Job Safety: A Belated Crackdown: A Belated Crackdown
It came too late for the 25 workers who died in a fire last September at the poultry-processing plant in Hamlet, N.C., owned by Imperial Food Products. But last week U.S. Labor Secretary Lynn Martin gave North Carolina 90 days to strengthen its laggard factory-inspection program -- or the Federal Government will take it over. North Carolina and 22 other states run their own occupational-safety plans, with federal approval. But the understaffed state labor department never sent any of its 27 inspectors to the Hamlet plant in its 11 years of operation. On Dec. 31, the state fined Imperial $808,150 for safety hazards at the plant, including padlocked exit doors. No criminal charges have been filed.
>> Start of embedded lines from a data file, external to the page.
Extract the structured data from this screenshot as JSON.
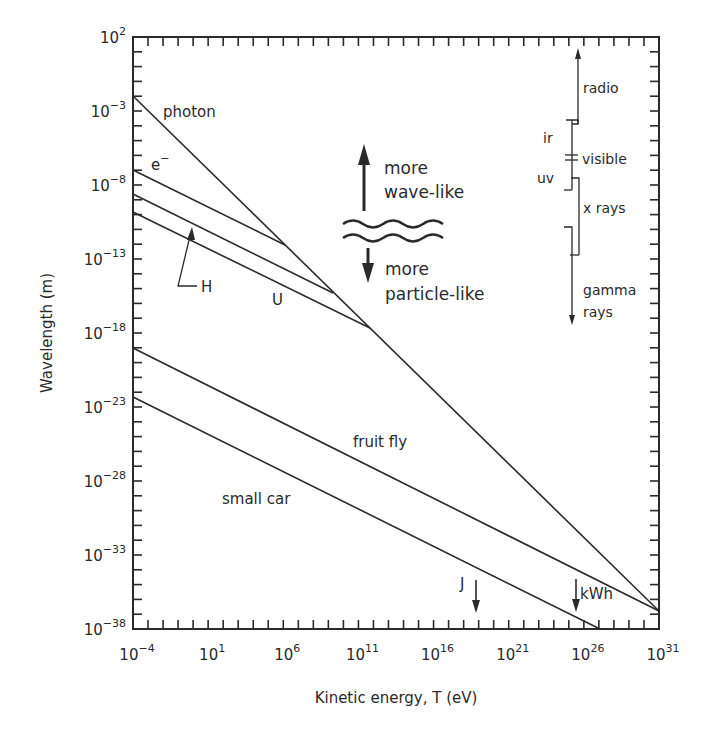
{
  "chart_data": {
    "type": "line",
    "title": "",
    "xlabel": "Kinetic energy, T (eV)",
    "ylabel": "Wavelength (m)",
    "xscale": "log",
    "yscale": "log",
    "xlim": [
      0.0001,
      1e+31
    ],
    "ylim": [
      1e-38,
      100.0
    ],
    "grid": false,
    "x_ticks": [
      {
        "base": "10",
        "exp": "-4",
        "value": 0.0001
      },
      {
        "base": "10",
        "exp": "1",
        "value": 10.0
      },
      {
        "base": "10",
        "exp": "6",
        "value": 1000000.0
      },
      {
        "base": "10",
        "exp": "11",
        "value": 100000000000.0
      },
      {
        "base": "10",
        "exp": "16",
        "value": 1e+16
      },
      {
        "base": "10",
        "exp": "21",
        "value": 1e+21
      },
      {
        "base": "10",
        "exp": "26",
        "value": 1e+26
      },
      {
        "base": "10",
        "exp": "31",
        "value": 1e+31
      }
    ],
    "y_ticks": [
      {
        "base": "10",
        "exp": "2",
        "value": 100.0
      },
      {
        "base": "10",
        "exp": "-3",
        "value": 0.001
      },
      {
        "base": "10",
        "exp": "-8",
        "value": 1e-08
      },
      {
        "base": "10",
        "exp": "-13",
        "value": 1e-13
      },
      {
        "base": "10",
        "exp": "-18",
        "value": 1e-18
      },
      {
        "base": "10",
        "exp": "-23",
        "value": 1e-23
      },
      {
        "base": "10",
        "exp": "-28",
        "value": 1e-28
      },
      {
        "base": "10",
        "exp": "-33",
        "value": 1e-33
      },
      {
        "base": "10",
        "exp": "-38",
        "value": 1e-38
      }
    ],
    "series": [
      {
        "name": "photon",
        "label": "photon",
        "log10_x": [
          -4,
          31
        ],
        "log10_y": [
          -2.0,
          -37.0
        ]
      },
      {
        "name": "electron",
        "label": "e",
        "label_sup": "−",
        "log10_x": [
          -4,
          6.1,
          31
        ],
        "log10_y": [
          -7.0,
          -12.1,
          -37.0
        ]
      },
      {
        "name": "hydrogen",
        "label": "H",
        "log10_x": [
          -4,
          9.3,
          31
        ],
        "log10_y": [
          -8.6,
          -15.3,
          -37.0
        ]
      },
      {
        "name": "uranium",
        "label": "U",
        "log10_x": [
          -4,
          11.8,
          31
        ],
        "log10_y": [
          -9.8,
          -17.7,
          -37.0
        ]
      },
      {
        "name": "fruit fly",
        "label": "fruit fly",
        "log10_x": [
          -4,
          31
        ],
        "log10_y": [
          -19.0,
          -36.8
        ]
      },
      {
        "name": "small car",
        "label": "small car",
        "log10_x": [
          -4,
          27.1
        ],
        "log10_y": [
          -22.3,
          -38.0
        ]
      }
    ],
    "annotations": {
      "wave_up": [
        "more",
        "wave-like"
      ],
      "particle_down": [
        "more",
        "particle-like"
      ],
      "energy_markers": [
        {
          "label": "J",
          "log10_x": 18.8
        },
        {
          "label": "kWh",
          "log10_x": 25.35
        }
      ],
      "spectrum": [
        {
          "label": "radio"
        },
        {
          "label": "ir"
        },
        {
          "label": "visible"
        },
        {
          "label": "uv"
        },
        {
          "label": "x rays"
        },
        {
          "label": "gamma",
          "label2": "rays"
        }
      ]
    }
  }
}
The need for regular safety inspections was reinforced last week when a blaze broke out at the Pilgrim's Pride chicken-processing plant in Mount Pleasant, Texas. Like the Hamlet fire, the one in Texas started with a malfunctioning hydraulic line. Twenty-one workers were injured, but this time, luckily, no one was killed.
Most Popular »
- Prehistoric Super-Crocodiles May Have Dined on Dinosaurs
- The Growing Backlash Against Overparenting
- Amid Concern About India's Lost Clout, Singh Goes to Washington
- Woman Loses Benefits over Facebook Photo
- Toilets
- The Fall of Greg Craig, Obama's Top Lawyer
- Can the A380 Bring the Party Back to the Skies?
- Why Exercise Won't Make You Thin
- Man in Coma Heard Everything for 23 Years
- The Political Fallout of Egypt's Soccer War
- The Growing Backlash Against Overparenting
- Prehistoric Super-Crocodiles May Have Dined on Dinosaurs
- Will Private Equity Be the Next Meltdown?
- How One Army Town Copes With Post- Traumatic Stress
- The Fall of Greg Craig, Obama's Top Lawyer
- Man in Coma Heard Everything for 23 Years
- Why Exercise Won't Make You Thin
- Toilets
- Troubling Rise of Facebook's Top Game Company
- Female Sexual Dysfunction: Myth or Malady?